# Task item:
Only the lines from the one containing "The width and height of the screenshot is (704, 588)." through the final line below belong in the output, copied exactly and without pictures.

# Data under study:
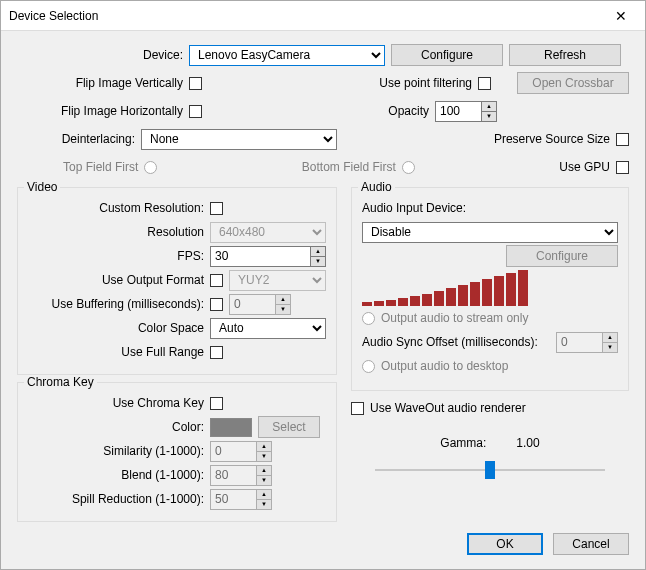 The width and height of the screenshot is (646, 570). What do you see at coordinates (196, 112) in the screenshot?
I see `flip-horizontal-checkbox` at bounding box center [196, 112].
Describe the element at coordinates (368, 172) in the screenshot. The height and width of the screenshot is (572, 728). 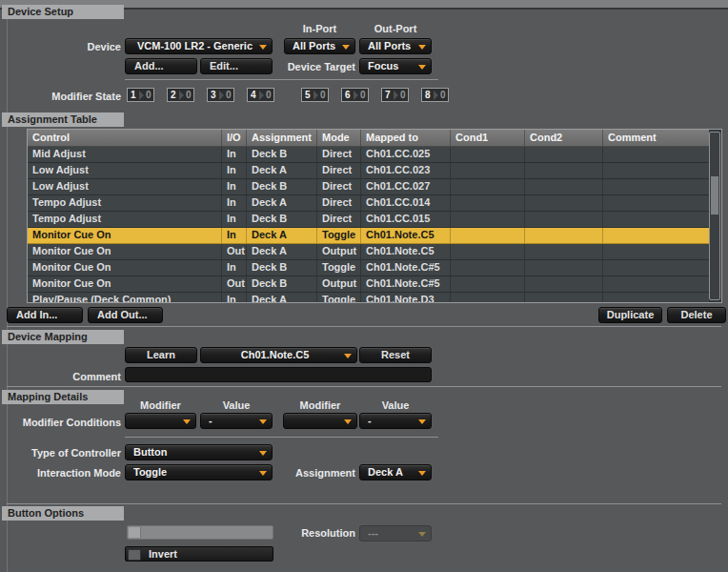
I see `table-row: Low AdjustInDeck ADirectCh01.CC.023` at that location.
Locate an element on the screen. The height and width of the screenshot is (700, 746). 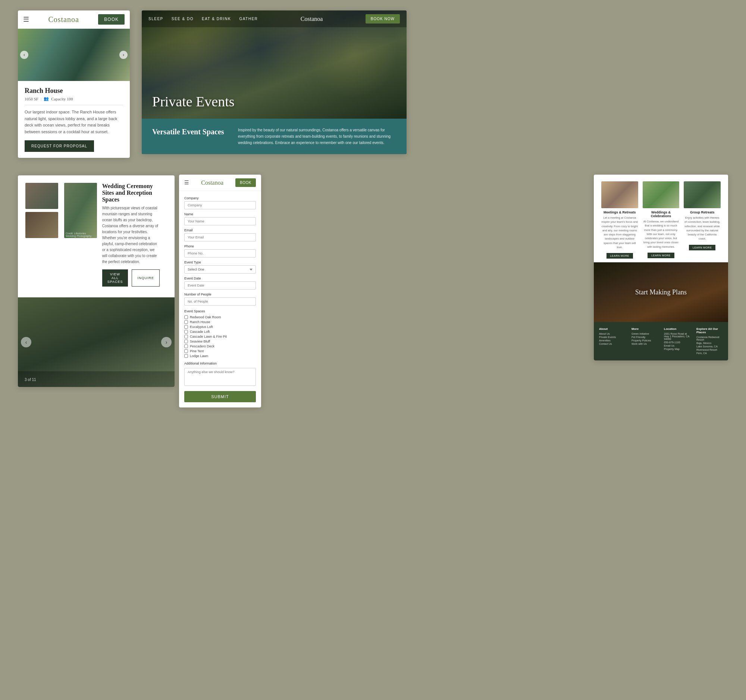
event-card-title-0: Meetings & Retreats is located at coordinates (620, 212).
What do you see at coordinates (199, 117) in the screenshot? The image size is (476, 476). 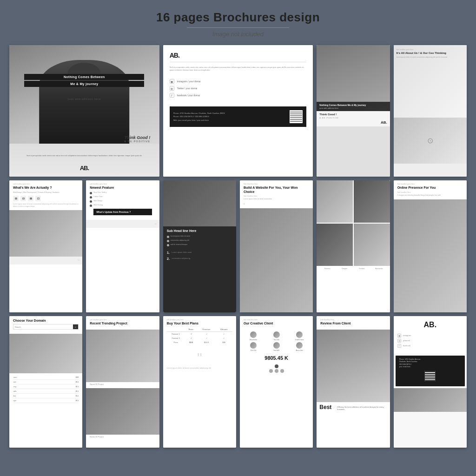 I see `contact-card-text: Phone: 4741 Heather Avenue, Charlotte, N…` at bounding box center [199, 117].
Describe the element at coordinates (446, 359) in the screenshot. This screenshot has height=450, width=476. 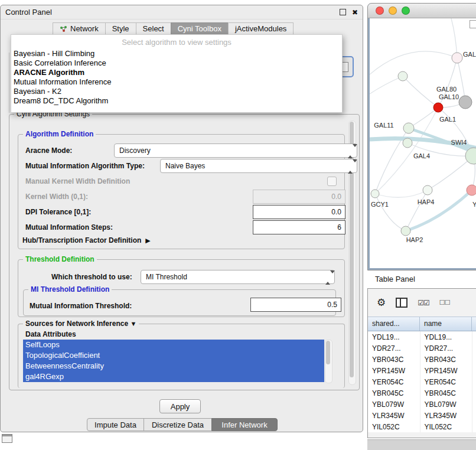
I see `table-cell: YBR043C` at that location.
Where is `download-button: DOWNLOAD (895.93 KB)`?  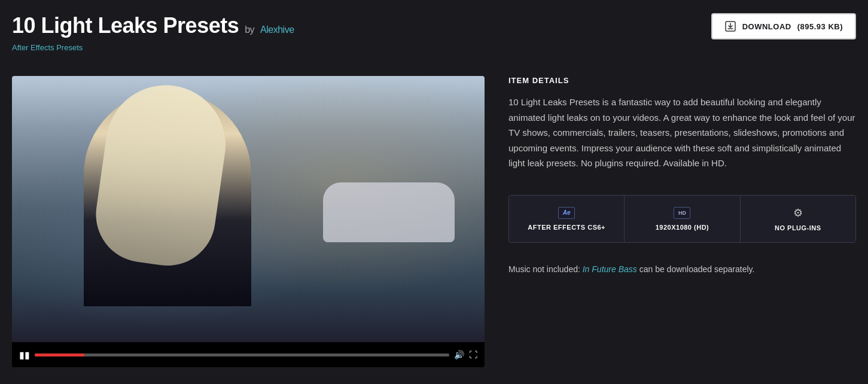 download-button: DOWNLOAD (895.93 KB) is located at coordinates (784, 26).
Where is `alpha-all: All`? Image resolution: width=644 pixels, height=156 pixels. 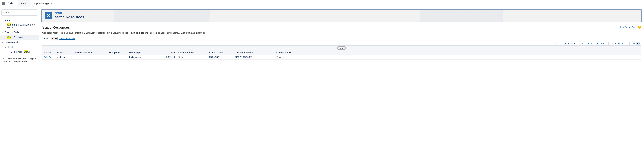
alpha-all: All is located at coordinates (638, 43).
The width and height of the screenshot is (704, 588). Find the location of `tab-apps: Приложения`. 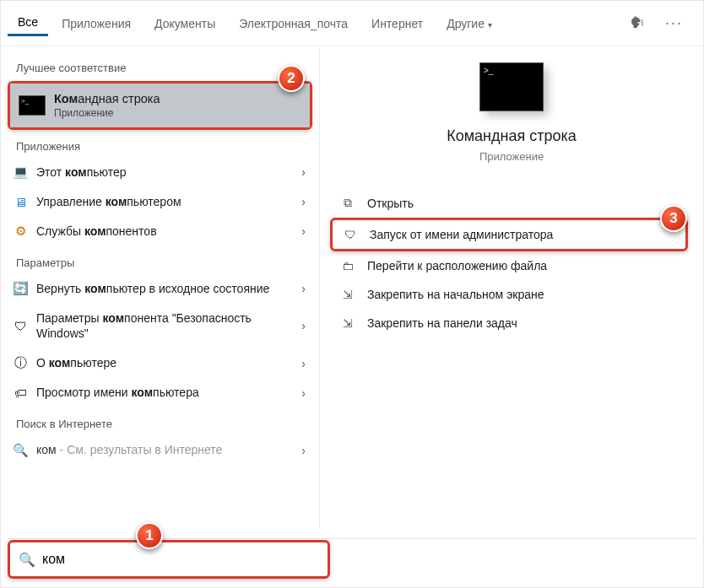

tab-apps: Приложения is located at coordinates (96, 24).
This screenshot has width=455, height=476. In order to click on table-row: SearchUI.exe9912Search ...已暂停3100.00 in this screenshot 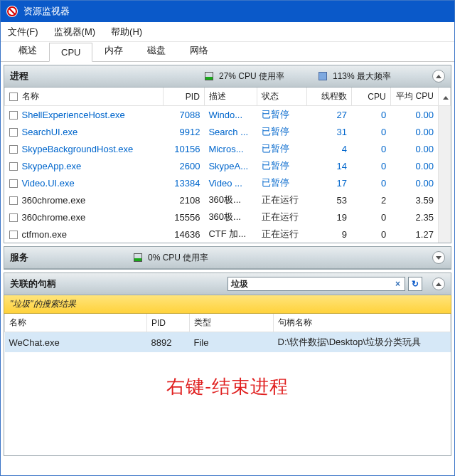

# Result:
The width and height of the screenshot is (704, 588). Find the location of `tab-apps: Приложения`. 

tab-apps: Приложения is located at coordinates (96, 24).
This screenshot has width=455, height=476. In order to click on table-row: SearchUI.exe9912Search ...已暂停3100.00 in this screenshot 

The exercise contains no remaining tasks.